Help kids make sense of tsunamis
| WATERFORD, VA.
Perhaps it was the timing that made the Indian Ocean tsunami all the more staggering.
To wake up after a day of rejoicing, gifts, and way too much food to such terrible news from the other side of the globe was almost too much to bear.
Though the first casualty reports were in the low thousands, somehow I knew in the end there would be so many, many more. To think of the loss others were facing hurt my heart. Would you understand if I said I wanted it to hurt my children's hearts too?
I've always had this thing about not getting too comfortable, always felt compelled to teach my kids not to take our security and material blessings for granted.
For years, I've cut out National Geographic pictures of children all over the world - eager African children crowded in ramshackle classrooms, kids coming home from the market with bunches of fish on their heads, squatting on a dirt floor to shape tortillas with Mama, herding sheep with Papa. Like the ticker running at the bottom of the news channel screen, they hang at kids' eye level throughout our house, subliminal reminders that our American lifestyle isn't really the norm.
As a Montessori teacher, I was taught to do this - to introduce at an early age the diversity of the world through striking visual images. I was also trained to look at things through children's eyes. And so when a cataclysmic event occurs, my first thought is with them.
My advice for parents:
• Do all you can to make this a meaningful event for your children, and to manage the meaning in a way that will build their character, their compassion, and their willingness to sacrifice for those in need. Also remember that there may be fears pulling like an undertow beneath a sunny surface. Hold your children close; be ready to listen and to reassure.
• Watch the post-tsunami coverage with them, putting the images into words. Don't let your little ones be blindsided by glimpses of broken bodies and weeping parents on TV or in the paper. Without your intervention, these images can produce deep fears that children have no language to share.
• Show them on a globe where you live and where the tsunami struck.
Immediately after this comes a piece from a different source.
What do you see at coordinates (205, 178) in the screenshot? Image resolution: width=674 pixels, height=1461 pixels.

• Teach them to give, but teach them in a way that involves real sacrifice on their part. Put a jar in the middle of the table - as a constant visual reminder - and fill it with change that would have gone to sweets or movie rentals or something currently taken for granted. Young children can comprehend the abstract only when we make it concrete. The sight of the jar, the sound of the change hitting the glass - these seem insignificant to us, but will shape memories for children of their first sacrificial giving.
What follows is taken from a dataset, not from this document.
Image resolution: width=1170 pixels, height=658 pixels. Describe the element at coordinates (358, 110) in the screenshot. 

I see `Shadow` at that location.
• Above all, read to them or tell them the stories of survivors. These will instill a message of hope, reinforcing in your children the habit of turning in that direction when times are tough.
Look for stories of courage and selflessness. I was particularly struck by the tourists who, despite their own hardship or loss, rolled up their sleeves and pant legs and went to work wherever they could. At my house this led to an interesting family discussion - What would you do? How I hope my own children will grow up able to ease their grief by helping others!
Be sure to tell your kids the story of Tilly Smith, the 10-year-old British girl who, according to The Sun newspaper, saved her family and 100 others. She was on a beach of Phuket, Thailand, with her mother, father, and 7-year-old sister when the tide rushed out. While others gawked in bewilderment, Tilly - who'd had a science lesson on tsunamis two weeks earlier - warned that they were in danger. Because of her quick thinking, the beach was evacuated before the waves crashed, and no one on that beach was seriously injured or killed.
The lesson: Even a little person can make a big difference.
But I'm hoping for an even bigger lesson as we all absorb what has happened. Perhaps the good that may finally come of this terrible, terrible event is that none of us will ever again be able to stick our heads in the sand, ignoring the world beyond our small communities.
And our kids may grow up living locally, but thinking globally - and consistently making choices that show they care.
• Barbara Curtis a writer and mother of 12. Her fifth book, 'The Mommy Manual: Planting Roots to Give Your Child Wings,' will be published in April.